Drudgery per Merriam Webster. Dull, irksome and fatiguing work. Uninspiring or menial labor.
Drudgery per Keiji Kiriya. Dull, irksome and fatiguing battle. Uninspiring or menial death.
Life used to be different for Keiji Kiriya. There was a time when he'd wake up every morning to a new day. There was a time when the unexpected always happened. There was a time when he enjoyed the taste of food and the company of friends. And there was a time when he feared death...
But those days are now long gone now. Instead, he's stuck in a time loop, cursed to relive the same day over and over—the day of his death.
Keiji's generation has only known war. By the time he was a small child, strange aliens known as Mimics invaded Earth and are slowly but surely gaining control by wiping out humanity. Now Keiji is all grown up and is a Jacket Soldier, a specialized soldier that dons metallic armor to fight against the Mimic threat. He's about to embark on his first battle ever, and understandably he awakes in cold sweat from a nightmare where he dies on the battlefield. But the nightmare is so real, that it leaves him shaken. As the day goes on, he realizes more and more that what he thought was a nightmare was actually reality. And what's most disconcerting for Keiji is that reality resets after his death.
From that point on, Keiji experiences the full gamut of emotions, ranging from despair to determination to listlessness to elation and so on. For Obata Sensei to masterfully depict the Keiji's gradual deterioration is mind-blowing. It's one thing for an artist to skillfully capture the atrocities of war with action-packed and corpse-strewn panels, but that pales in comparison to capturing Keiji's mental disconnect and eventual redemption through his relationship with the best skilled Jacket Soldier alive, Rita Vrataski.

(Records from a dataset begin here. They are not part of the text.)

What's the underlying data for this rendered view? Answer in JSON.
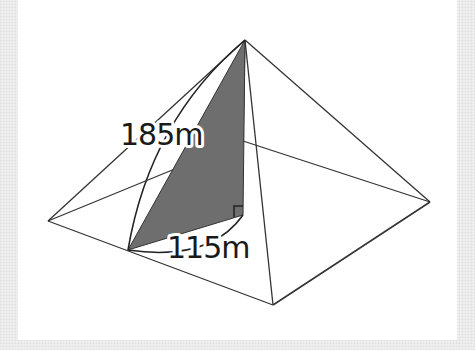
{
  "figure": {
    "colors": {
      "background": "#f0f0f0",
      "panel": "#ffffff",
      "edge": "#333333",
      "shaded_face": "#6e6e6e"
    },
    "labels": {
      "slant_height": "185m",
      "half_base": "115m"
    },
    "vertices": {
      "apex": [
        245,
        40
      ],
      "left_corner": [
        48,
        221
      ],
      "right_corner": [
        430,
        202
      ],
      "front_corner": [
        273,
        305
      ],
      "back_corner": [
        243,
        141
      ],
      "base_center": [
        243,
        215
      ],
      "edge_midpoint": [
        128,
        250
      ]
    }
  }
}
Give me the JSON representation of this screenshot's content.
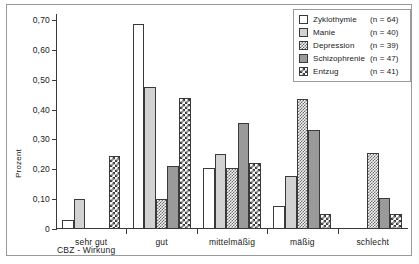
{
  "chart_data": {
    "type": "bar",
    "title": "",
    "xlabel": "CBZ - Wirkung",
    "ylabel": "Prozent",
    "categories": [
      "sehr gut",
      "gut",
      "mittelmäßig",
      "mäßig",
      "schlecht"
    ],
    "ylim": [
      0,
      0.72
    ],
    "ytick_values": [
      0,
      0.1,
      0.2,
      0.3,
      0.4,
      0.5,
      0.6,
      0.7
    ],
    "ytick_labels": [
      "0",
      "0,10",
      "0,20",
      "0,30",
      "0,40",
      "0,50",
      "0,60",
      "0,70"
    ],
    "grid": false,
    "legend_position": "top-right",
    "series": [
      {
        "name": "Zyklothymie",
        "n_label": "(n = 64)",
        "n": 64,
        "pattern": "solid-white",
        "color": "#ffffff",
        "values": [
          0.031,
          0.688,
          0.203,
          0.078,
          0.0
        ]
      },
      {
        "name": "Manie",
        "n_label": "(n = 40)",
        "n": 40,
        "pattern": "solid-light-gray",
        "color": "#d2d2d2",
        "values": [
          0.1,
          0.475,
          0.25,
          0.178,
          0.0
        ]
      },
      {
        "name": "Depression",
        "n_label": "(n = 39)",
        "n": 39,
        "pattern": "checkerboard",
        "color": "#f2f2f2",
        "values": [
          0.0,
          0.1,
          0.203,
          0.436,
          0.256
        ]
      },
      {
        "name": "Schizophrenie",
        "n_label": "(n = 47)",
        "n": 47,
        "pattern": "solid-mid-gray",
        "color": "#9a9a9a",
        "values": [
          0.0,
          0.21,
          0.354,
          0.333,
          0.105
        ]
      },
      {
        "name": "Entzug",
        "n_label": "(n = 41)",
        "n": 41,
        "pattern": "coarse-dot",
        "color": "#ffffff",
        "values": [
          0.244,
          0.439,
          0.22,
          0.051,
          0.051
        ]
      }
    ]
  }
}
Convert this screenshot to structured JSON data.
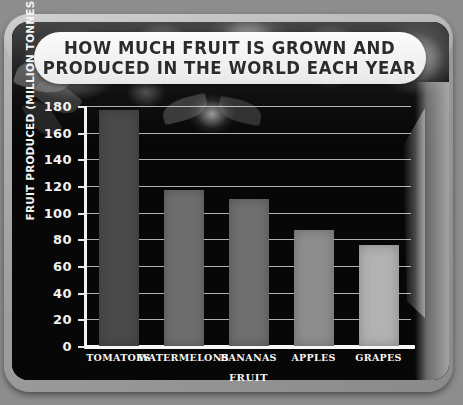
{
  "banner": {
    "title": "HOW MUCH FRUIT IS GROWN AND\nPRODUCED IN THE WORLD EACH YEAR"
  },
  "colors": {
    "panel_background": "#070707",
    "bezel": "#a6a6a6",
    "banner_background": "#f7f7f7",
    "banner_text": "#2b2b2b",
    "axis": "#f2f2f2",
    "gridline": "#ebebeb"
  },
  "chart_data": {
    "type": "bar",
    "title": "HOW MUCH FRUIT IS GROWN AND PRODUCED IN THE WORLD EACH YEAR",
    "xlabel": "FRUIT",
    "ylabel": "FRUIT PRODUCED (MILLION TONNES)",
    "categories": [
      "TOMATOES",
      "WATERMELONS",
      "BANANAS",
      "APPLES",
      "GRAPES"
    ],
    "values": [
      177,
      117,
      110,
      87,
      76
    ],
    "bar_colors": [
      "#4a4a4a",
      "#6e6e6e",
      "#6f6f6f",
      "#8d8d8d",
      "#b2b2b2"
    ],
    "ylim": [
      0,
      180
    ],
    "ytick_step": 20,
    "yticks": [
      0,
      20,
      40,
      60,
      80,
      100,
      120,
      140,
      160,
      180
    ],
    "ytick_labels": [
      "0",
      "20",
      "40",
      "60",
      "80",
      "100",
      "120",
      "140",
      "160",
      "180"
    ],
    "grid": true,
    "grid_axis": "y",
    "legend": "none"
  }
}
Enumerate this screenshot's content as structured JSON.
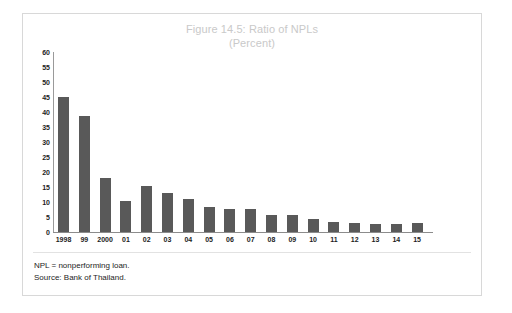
{
  "figure": {
    "title_lines": [
      "Figure 14.5: Ratio of NPLs",
      "(Percent)"
    ],
    "title_color": "#c9c9c9",
    "bar_color": "#595959",
    "frame_color": "#d8d8d8",
    "notes": [
      "NPL = nonperforming loan.",
      "Source: Bank of Thailand."
    ]
  },
  "chart_data": {
    "type": "bar",
    "title": "Figure 14.5: Ratio of NPLs",
    "subtitle": "(Percent)",
    "xlabel": "",
    "ylabel": "",
    "ylim": [
      0,
      60
    ],
    "ytick_step": 5,
    "yticks": [
      0,
      5,
      10,
      15,
      20,
      25,
      30,
      35,
      40,
      45,
      50,
      55,
      60
    ],
    "ytick_labels": [
      "0",
      "5",
      "10",
      "15",
      "20",
      "25",
      "30",
      "35",
      "40",
      "45",
      "50",
      "55",
      "60"
    ],
    "grid": false,
    "legend": false,
    "categories": [
      "1998",
      "99",
      "2000",
      "01",
      "02",
      "03",
      "04",
      "05",
      "06",
      "07",
      "08",
      "09",
      "10",
      "11",
      "12",
      "13",
      "14",
      "15"
    ],
    "values": [
      45,
      38.8,
      17.9,
      10.5,
      15.5,
      13,
      11,
      8.5,
      7.7,
      7.8,
      5.7,
      5.8,
      4.3,
      3.3,
      3,
      2.7,
      2.8,
      3.1
    ],
    "series": [
      {
        "name": "Ratio of NPLs",
        "values": [
          45,
          38.8,
          17.9,
          10.5,
          15.5,
          13,
          11,
          8.5,
          7.7,
          7.8,
          5.7,
          5.8,
          4.3,
          3.3,
          3,
          2.7,
          2.8,
          3.1
        ]
      }
    ]
  }
}
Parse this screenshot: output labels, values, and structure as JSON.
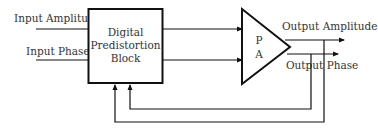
{
  "diagram": {
    "inputs": {
      "amplitude": "Input Amplitude",
      "phase": "Input Phase"
    },
    "dpd_block": {
      "line1": "Digital",
      "line2": "Predistortion",
      "line3": "Block"
    },
    "amplifier": {
      "line1": "P",
      "line2": "A"
    },
    "outputs": {
      "amplitude": "Output Amplitude",
      "phase": "Output Phase"
    },
    "colors": {
      "stroke": "#111111",
      "text": "#333333"
    }
  }
}
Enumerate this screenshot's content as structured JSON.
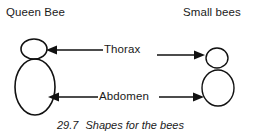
{
  "figure": {
    "caption_number": "29.7",
    "caption_text": "Shapes for the bees",
    "background_color": "#ffffff",
    "ink_color": "#111111"
  },
  "headings": {
    "left": "Queen Bee",
    "right": "Small bees"
  },
  "callouts": [
    {
      "label": "Thorax",
      "left_arrow_direction": "left",
      "right_arrow_direction": "right"
    },
    {
      "label": "Abdomen",
      "left_arrow_direction": "left",
      "right_arrow_direction": "right"
    }
  ],
  "labels": {
    "thorax": "Thorax",
    "abdomen": "Abdomen"
  },
  "bees": {
    "queen": {
      "name": "Queen Bee",
      "thorax": {
        "shape": "ellipse",
        "cx": 34,
        "cy": 49,
        "rx": 13,
        "ry": 10
      },
      "abdomen": {
        "shape": "ellipse",
        "cx": 35,
        "cy": 87,
        "rx": 20,
        "ry": 28
      }
    },
    "small": {
      "name": "Small bees",
      "thorax": {
        "shape": "ellipse",
        "cx": 217,
        "cy": 58,
        "rx": 11,
        "ry": 10
      },
      "abdomen": {
        "shape": "ellipse",
        "cx": 218,
        "cy": 88,
        "rx": 16,
        "ry": 18
      }
    }
  }
}
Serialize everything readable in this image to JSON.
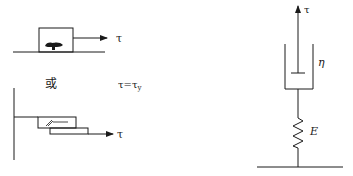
{
  "left_top": {
    "description": "Block resting on ground plane with applied stress",
    "stress_label": "τ"
  },
  "middle_labels": {
    "or_label": "或",
    "condition_label": "τ=τ",
    "condition_subscript": "y"
  },
  "left_bottom": {
    "description": "Two sliding plates attached to wall (friction element)",
    "stress_label": "τ"
  },
  "right": {
    "description": "Maxwell-type model: dashpot in series with spring fixed to ground",
    "stress_label": "τ",
    "dashpot_label": "η",
    "spring_label": "E"
  },
  "colors": {
    "stroke": "#1a1a1a",
    "background": "#ffffff"
  }
}
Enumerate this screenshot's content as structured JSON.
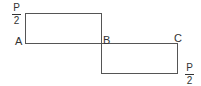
{
  "diagram": {
    "type": "shear-force-diagram",
    "points": [
      {
        "id": "A",
        "label": "A"
      },
      {
        "id": "B",
        "label": "B"
      },
      {
        "id": "C",
        "label": "C"
      }
    ],
    "segments": [
      {
        "from": "A",
        "to": "B",
        "value_label": {
          "numerator": "P",
          "denominator": "2"
        },
        "sign": "positive"
      },
      {
        "from": "B",
        "to": "C",
        "value_label": {
          "numerator": "P",
          "denominator": "2"
        },
        "sign": "negative"
      }
    ],
    "line_color": "#555555"
  }
}
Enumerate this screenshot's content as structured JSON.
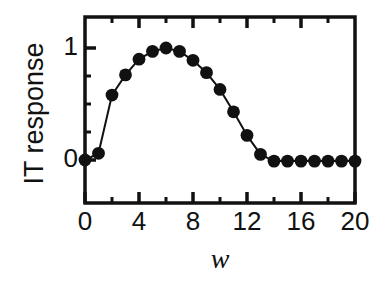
{
  "chart_data": {
    "type": "line",
    "title": "",
    "xlabel": "w",
    "ylabel": "IT response",
    "xlim": [
      0,
      20
    ],
    "ylim": [
      -0.12,
      1.18
    ],
    "grid": false,
    "legend": null,
    "marker": "filled-circle",
    "marker_color": "#111111",
    "line_color": "#111111",
    "x_major_ticks": [
      0,
      4,
      8,
      12,
      16,
      20
    ],
    "x_minor_ticks": [
      2,
      6,
      10,
      14,
      18
    ],
    "x_tick_labels": [
      "0",
      "4",
      "8",
      "12",
      "16",
      "20"
    ],
    "y_major_ticks": [
      0,
      1
    ],
    "y_minor_ticks": [
      0.25,
      0.5,
      0.75
    ],
    "y_tick_labels": [
      "0",
      "1"
    ],
    "x": [
      0,
      1,
      2,
      3,
      4,
      5,
      6,
      7,
      8,
      9,
      10,
      11,
      12,
      13,
      14,
      15,
      16,
      17,
      18,
      19,
      20
    ],
    "values": [
      0.0,
      0.06,
      0.58,
      0.76,
      0.9,
      0.97,
      1.0,
      0.97,
      0.89,
      0.78,
      0.63,
      0.43,
      0.22,
      0.05,
      -0.01,
      -0.01,
      -0.01,
      -0.01,
      -0.01,
      -0.01,
      -0.01
    ]
  },
  "axes": {
    "y_label_text": "IT response",
    "x_label_text": "w"
  }
}
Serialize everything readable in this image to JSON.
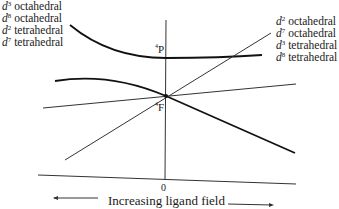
{
  "left_labels": [
    {
      "d": "d",
      "n": "3",
      "geom": "octahedral"
    },
    {
      "d": "d",
      "n": "8",
      "geom": "octahedral"
    },
    {
      "d": "d",
      "n": "2",
      "geom": "tetrahedral"
    },
    {
      "d": "d",
      "n": "7",
      "geom": "tetrahedral"
    }
  ],
  "right_labels": [
    {
      "d": "d",
      "n": "2",
      "geom": "octahedral"
    },
    {
      "d": "d",
      "n": "7",
      "geom": "octahedral"
    },
    {
      "d": "d",
      "n": "3",
      "geom": "tetrahedral"
    },
    {
      "d": "d",
      "n": "8",
      "geom": "tetrahedral"
    }
  ],
  "terms": {
    "P": {
      "mult": "4",
      "symbol": "P"
    },
    "F": {
      "mult": "4",
      "symbol": "F"
    }
  },
  "axis": {
    "zero": "0",
    "label": "Increasing ligand field"
  }
}
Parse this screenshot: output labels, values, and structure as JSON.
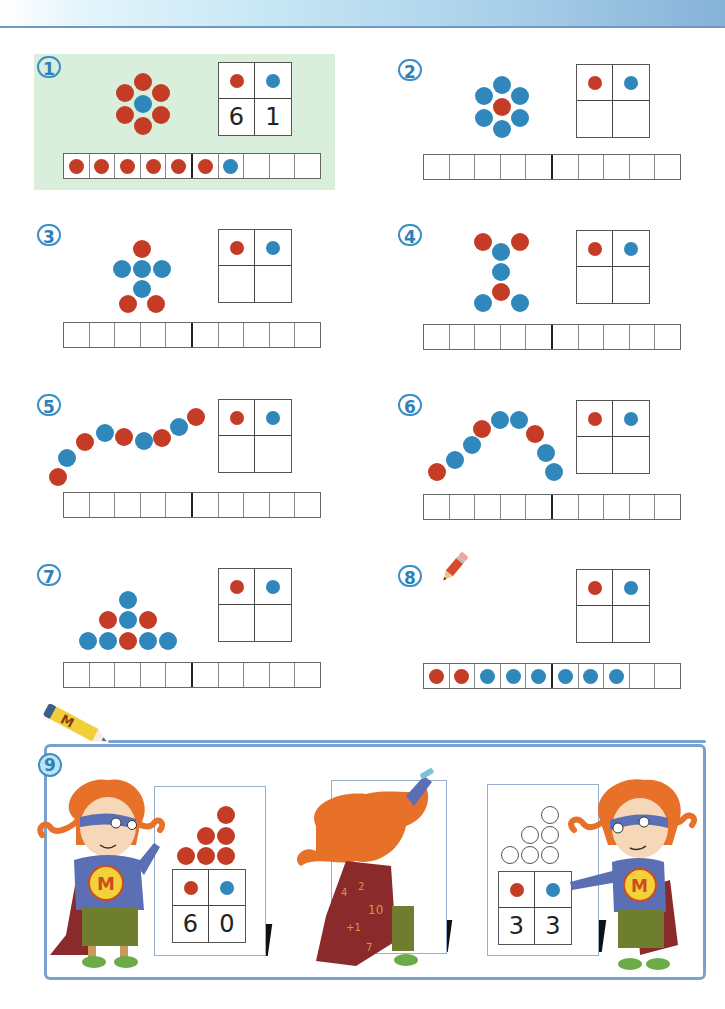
{
  "header": {
    "gradient_colors": [
      "#ffffff",
      "#c9e8f5",
      "#86b2d8"
    ]
  },
  "colors": {
    "red": "#c43c25",
    "blue": "#2f87bb",
    "highlight_bg": "#d9eedb",
    "number_circle": "#3a8fc7",
    "frame": "#7aa0cf"
  },
  "exercises": [
    {
      "number": "1",
      "highlighted": true,
      "pattern": "flower",
      "dots": "6 red + 1 blue",
      "table_header": [
        "red-dot",
        "blue-dot"
      ],
      "table_values": [
        "6",
        "1"
      ],
      "strip": [
        "red",
        "red",
        "red",
        "red",
        "red",
        "red",
        "blue",
        "",
        "",
        ""
      ]
    },
    {
      "number": "2",
      "highlighted": false,
      "pattern": "flower",
      "dots": "1 red + 6 blue",
      "table_header": [
        "red-dot",
        "blue-dot"
      ],
      "table_values": [
        "",
        ""
      ],
      "strip": [
        "",
        "",
        "",
        "",
        "",
        "",
        "",
        "",
        "",
        ""
      ]
    },
    {
      "number": "3",
      "highlighted": false,
      "pattern": "figure",
      "dots": "3 red + 4 blue",
      "table_header": [
        "red-dot",
        "blue-dot"
      ],
      "table_values": [
        "",
        ""
      ],
      "strip": [
        "",
        "",
        "",
        "",
        "",
        "",
        "",
        "",
        "",
        ""
      ]
    },
    {
      "number": "4",
      "highlighted": false,
      "pattern": "hourglass",
      "dots": "3 red + 4 blue",
      "table_header": [
        "red-dot",
        "blue-dot"
      ],
      "table_values": [
        "",
        ""
      ],
      "strip": [
        "",
        "",
        "",
        "",
        "",
        "",
        "",
        "",
        "",
        ""
      ]
    },
    {
      "number": "5",
      "highlighted": false,
      "pattern": "wave",
      "dots": "5 red + 4 blue",
      "table_header": [
        "red-dot",
        "blue-dot"
      ],
      "table_values": [
        "",
        ""
      ],
      "strip": [
        "",
        "",
        "",
        "",
        "",
        "",
        "",
        "",
        "",
        ""
      ]
    },
    {
      "number": "6",
      "highlighted": false,
      "pattern": "arc",
      "dots": "3 red + 6 blue",
      "table_header": [
        "red-dot",
        "blue-dot"
      ],
      "table_values": [
        "",
        ""
      ],
      "strip": [
        "",
        "",
        "",
        "",
        "",
        "",
        "",
        "",
        "",
        ""
      ]
    },
    {
      "number": "7",
      "highlighted": false,
      "pattern": "triangle",
      "dots": "3 red + 6 blue",
      "table_header": [
        "red-dot",
        "blue-dot"
      ],
      "table_values": [
        "",
        ""
      ],
      "strip": [
        "",
        "",
        "",
        "",
        "",
        "",
        "",
        "",
        "",
        ""
      ]
    },
    {
      "number": "8",
      "highlighted": false,
      "pattern": "draw",
      "icon": "pencil-icon",
      "table_header": [
        "red-dot",
        "blue-dot"
      ],
      "table_values": [
        "",
        ""
      ],
      "strip": [
        "red",
        "red",
        "blue",
        "blue",
        "blue",
        "blue",
        "blue",
        "blue",
        "",
        ""
      ]
    }
  ],
  "exercise9": {
    "number": "9",
    "boards": [
      {
        "dots": "6 red triangle",
        "table_values": [
          "6",
          "0"
        ]
      },
      {
        "dots": "blank (character drawing)",
        "table_values": []
      },
      {
        "dots": "6 empty circles triangle",
        "table_values": [
          "3",
          "3"
        ]
      }
    ],
    "crayon_letter": "M",
    "character_logo": "M",
    "cape_numbers": [
      "4",
      "2",
      "10",
      "+1",
      "=",
      "5",
      "7"
    ]
  }
}
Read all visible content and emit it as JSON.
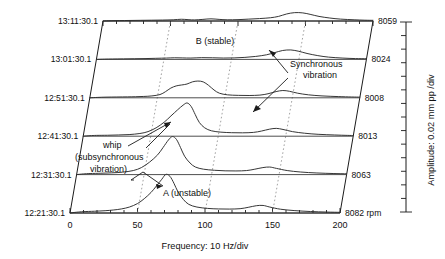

Rita Vrataski is humanity's best hope against the Mimics. Despite her diminutive size, she's actually the most skilled and revered Jacket Soldier, inspiring the moniker "The Full Metal Bitch." But how did she get so strong? Rita's an interesting character, in that she understands Keiji's plight because she herself experienced many time loops, using that to her advantage to become a god of war. Keiji too decides to use this time loop to train and become a super soldier like Rita, one capable of stemming the tide of war.
Here is where the narrative conflict of All You Need Is Kill truly shines in comparison to other works of art that tackle a similar theme. In the dark comedy Groundhog Day, the protagonist finds redemption by slowly improving himself and eventually finding love. But Keiji's reality is much darker. And although he takes comfort in the fact that there is someone else out there that understands exactly what he's going through, the fact of the matter remains that he's stuck in a bloody battle, reliving the day of his death until he can figure out how to end the time loops. But can Keiji do the seemingly impossible before he loses his sanity?